What actually determines mattress quality for back pain
Mattress quality for back pain depends on three things — not firmness alone:
- Spinal alignment. The spine should stay in a neutral position — not sagging into the mattress, not arched away from it.
- Pressure relief. The mattress should reduce pressure at the shoulders, hips, and lower back — especially important for side sleepers.
- Structural support. The mattress must resist sagging so that support doesn't deteriorate unevenly over time.
A mattress that is too firm can fail at pressure relief.
A mattress that is too soft can fail at alignment.
Medium-firm avoids both failure modes.
What research consistently shows
Kovacs et al. (2003) ran a randomized, double-blind, multicenter trial specifically in patients with chronic nonspecific low back pain. Medium-firm significantly outperformed firm on both pain reduction and disability. This is a direct controlled comparison — not inference, not theory.
Caggiari et al. (2021) reviewed 39 qualified studies and reached the same conclusion: medium-firm is the strongest general recommendation for back pain, comfort, and spinal alignment.
Hong et al. (2022) explain the mechanism. A hard mattress increased contact pressure at the scapula and buttocks, and reduced lumbar lordosis relative to medium. The hard surface pushes the spine out of its natural curve — that is a support failure, not a support success.
Why "firm = better" became a myth
The idea comes from a simple assumption:
In reality, support is not about surface hardness. It is about how well the mattress conforms to the body's natural shape while resisting collapse.
A very firm surface pushes back equally everywhere — including at pressure points that need contouring, not resistance. That is why firm mattresses often increase pain rather than reduce it.
What to choose instead
Start with medium-firm. Adjust based on sleep position:
- Side sleepers — medium to medium-soft, to relieve shoulder and hip pressure
- Back sleepers — medium to medium-firm, to prevent pelvic sink while allowing lumbar contouring
- Stomach sleepers — medium-firm to firm, to prevent excessive torso sink
Frequently asked questions
Is a firm mattress ever better for back pain?
For some stomach sleepers or heavier individuals who need extra resistance against sink, a firmer surface may help. But for most people with back pain, firm is not the right starting point — medium-firm is.
How do I know if my mattress is too firm?
You wake up with shoulder or hip pain, or feel sharp pressure at bony contact points during the night.
How do I know if my mattress is too soft?
Your hips sink too far, your lower back feels strained in the morning, or you feel like you are sleeping "in" the mattress rather than "on" it.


* [PROBLEM TO WORK ON] Retype every entry below without altering anything.

[Extracted records]
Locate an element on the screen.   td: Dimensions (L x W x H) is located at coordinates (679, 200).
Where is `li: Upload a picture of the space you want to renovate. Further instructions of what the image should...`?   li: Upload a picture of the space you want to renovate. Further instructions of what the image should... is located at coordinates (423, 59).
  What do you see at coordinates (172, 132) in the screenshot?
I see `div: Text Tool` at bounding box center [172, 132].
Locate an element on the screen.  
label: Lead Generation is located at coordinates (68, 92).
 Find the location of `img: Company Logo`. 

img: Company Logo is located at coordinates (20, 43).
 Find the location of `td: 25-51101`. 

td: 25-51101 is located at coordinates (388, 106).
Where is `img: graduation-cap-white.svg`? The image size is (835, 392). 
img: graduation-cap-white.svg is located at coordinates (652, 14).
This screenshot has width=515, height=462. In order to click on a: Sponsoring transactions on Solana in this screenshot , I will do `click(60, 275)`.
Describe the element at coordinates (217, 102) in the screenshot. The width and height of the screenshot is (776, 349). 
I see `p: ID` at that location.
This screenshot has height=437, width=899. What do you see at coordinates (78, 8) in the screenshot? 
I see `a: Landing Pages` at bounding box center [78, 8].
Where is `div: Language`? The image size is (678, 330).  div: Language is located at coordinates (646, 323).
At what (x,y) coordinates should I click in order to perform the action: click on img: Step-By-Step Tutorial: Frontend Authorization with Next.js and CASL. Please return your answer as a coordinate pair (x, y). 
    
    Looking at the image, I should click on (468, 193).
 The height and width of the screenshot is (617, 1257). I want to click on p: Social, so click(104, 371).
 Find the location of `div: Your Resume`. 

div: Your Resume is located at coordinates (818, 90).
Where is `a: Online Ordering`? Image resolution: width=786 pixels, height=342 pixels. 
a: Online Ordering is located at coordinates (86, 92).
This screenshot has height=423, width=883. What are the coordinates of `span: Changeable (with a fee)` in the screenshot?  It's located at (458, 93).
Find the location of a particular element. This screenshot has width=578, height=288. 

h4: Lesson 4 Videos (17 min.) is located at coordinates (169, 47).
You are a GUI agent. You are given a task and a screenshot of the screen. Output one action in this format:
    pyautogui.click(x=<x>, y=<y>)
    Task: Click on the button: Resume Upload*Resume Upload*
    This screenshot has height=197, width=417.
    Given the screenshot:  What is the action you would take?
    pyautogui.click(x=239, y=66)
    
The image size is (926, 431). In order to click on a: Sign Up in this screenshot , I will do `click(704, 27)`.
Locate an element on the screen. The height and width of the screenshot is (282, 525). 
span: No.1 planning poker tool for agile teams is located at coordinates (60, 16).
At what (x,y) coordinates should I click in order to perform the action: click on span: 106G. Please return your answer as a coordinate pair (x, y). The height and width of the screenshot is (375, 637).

* [REPLY]
Locate an element on the screen.   td: Dimensions (L x W x H) is located at coordinates (679, 200).
Where is `li: Upload a picture of the space you want to renovate. Further instructions of what the image should...`?   li: Upload a picture of the space you want to renovate. Further instructions of what the image should... is located at coordinates (423, 59).
  What do you see at coordinates (172, 132) in the screenshot?
I see `div: Text Tool` at bounding box center [172, 132].
Locate an element on the screen.  
label: Lead Generation is located at coordinates (68, 92).
 Find the location of `img: Company Logo`. 

img: Company Logo is located at coordinates (20, 43).
 Find the location of `td: 25-51101`. 

td: 25-51101 is located at coordinates (388, 106).
Where is `img: graduation-cap-white.svg`? The image size is (835, 392). 
img: graduation-cap-white.svg is located at coordinates (652, 14).
This screenshot has width=515, height=462. In order to click on a: Sponsoring transactions on Solana in this screenshot , I will do `click(60, 275)`.
Describe the element at coordinates (217, 102) in the screenshot. The width and height of the screenshot is (776, 349). 
I see `p: ID` at that location.
This screenshot has height=437, width=899. What do you see at coordinates (78, 8) in the screenshot? 
I see `a: Landing Pages` at bounding box center [78, 8].
Where is `div: Language`? The image size is (678, 330).  div: Language is located at coordinates (646, 323).
At what (x,y) coordinates should I click in order to perform the action: click on img: Step-By-Step Tutorial: Frontend Authorization with Next.js and CASL. Please return your answer as a coordinate pair (x, y). 
    
    Looking at the image, I should click on (468, 193).
 The height and width of the screenshot is (617, 1257). I want to click on p: Social, so click(104, 371).
 Find the location of `div: Your Resume`. 

div: Your Resume is located at coordinates (818, 90).
Where is `a: Online Ordering`? Image resolution: width=786 pixels, height=342 pixels. 
a: Online Ordering is located at coordinates (86, 92).
This screenshot has height=423, width=883. What are the coordinates of `span: Changeable (with a fee)` in the screenshot?  It's located at (458, 93).
Find the location of a particular element. This screenshot has width=578, height=288. 

h4: Lesson 4 Videos (17 min.) is located at coordinates (169, 47).
You are a GUI agent. You are given a task and a screenshot of the screen. Output one action in this format:
    pyautogui.click(x=<x>, y=<y>)
    Task: Click on the button: Resume Upload*Resume Upload*
    This screenshot has height=197, width=417.
    Given the screenshot:  What is the action you would take?
    pyautogui.click(x=239, y=66)
    
The image size is (926, 431). In order to click on a: Sign Up in this screenshot , I will do `click(704, 27)`.
Locate an element on the screen. The height and width of the screenshot is (282, 525). 
span: No.1 planning poker tool for agile teams is located at coordinates (60, 16).
At what (x,y) coordinates should I click in order to perform the action: click on span: 106G. Please return your answer as a coordinate pair (x, y). The height and width of the screenshot is (375, 637).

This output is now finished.